American entrepreneur and billionaire Jared Isaacman became the first non-professional astronaut to walk in space on Thursday.
The 41-year-old bankrolled the Polaris Dawn mission that launched him and three others into space aboard a SpaceX Crew Dragon spaceship.
Worth an estimated $1.9bn (£1.46bn), Mr Isaacman made his fortune from payment processing company Shift4 Payments, which he founded in 1999 aged 16.
The businessman had long been passionate about flying, first taking pilot lessons in 2004 and later setting a world record for circumnavigating the world in a light jet.
Stepping out into space for his first time on Thursday, the businessman said: “Back at home we all have a lot of work to do.
“But from here Earth sure looks like a perfect world.”
SpaceX engineer Sarah Gillis also did a spacewalk after Isaacman returned.
Polaris Dawn is not his first space mission. In 2021, he bankrolled and led the first private, all-civilian team to ever orbit the Earth.
That crew - named Inspiration4 - left on a SpaceX capsule from Florida and spent three days in space before splashing down successfully in the Atlantic Ocean.
Time magazine estimated that Mr Isaacman paid $200m (£153m) to fellow billionaire Elon Musk for all four seats aboard the SpaceX craft.

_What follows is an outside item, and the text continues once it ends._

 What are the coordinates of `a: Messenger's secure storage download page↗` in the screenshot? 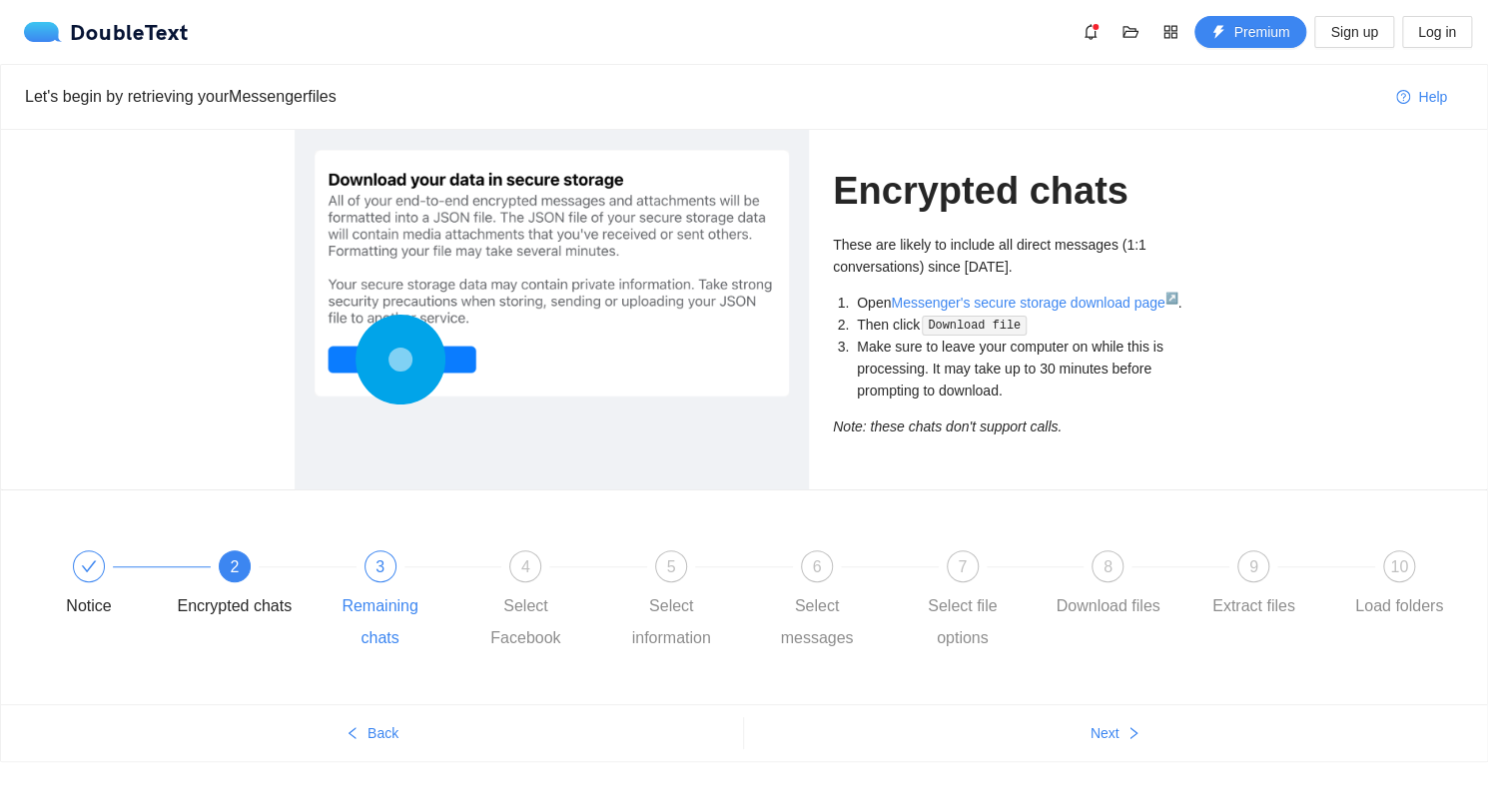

“That was a heck of a ride for us,” Mr Isaacman radioed shortly after landing at the time. “We're just getting started.”
Born in Union, New Jersey, Mr Isaacman started his successful company Shift4 Payments from his parents’ basement, according to a report by Forbes.
The company now handles payments for a third of restaurants and hotels in the US, including big names like Hilton, Four Seasons, KFC and Arby’s.

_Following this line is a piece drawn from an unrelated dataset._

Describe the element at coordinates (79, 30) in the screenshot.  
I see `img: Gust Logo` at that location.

He also founded Draken International in 2011, a defence firm that trains Air Force pilots and owns the world’s largest fleet of private military aircrafts.
In 2019, Mr Isaacman sold a majority stake in Draken to Blackstone, a Wall Street firm, for a nine-figure sum, Forbes reported.

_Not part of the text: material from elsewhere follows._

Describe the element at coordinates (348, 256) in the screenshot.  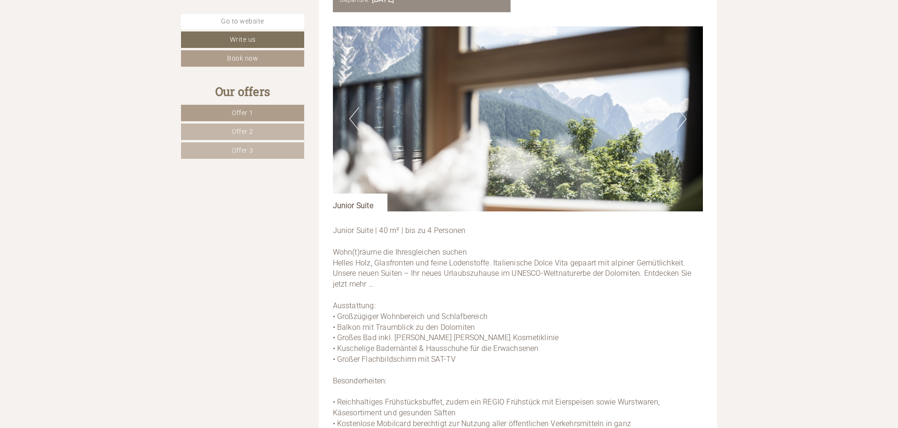
I see `button: Send` at that location.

The magazine dubbed him a “thrill seeker” in a 2020 profile, reporting that for fun, Mr Isaacman “bullets the MiG faster than the speed of sound and climbs mountains to unwind from non-stop, intense 80-plus-hour weeks”.
His brother, Michael Isaacman, told Forbes that the businessman is “a big believer that we all have a limited fatigue life, so let’s do the most amazing things that we can while we’re alive”.
Mr Isaacman and the others on board the Polaris Dawn are expected to return on Saturday.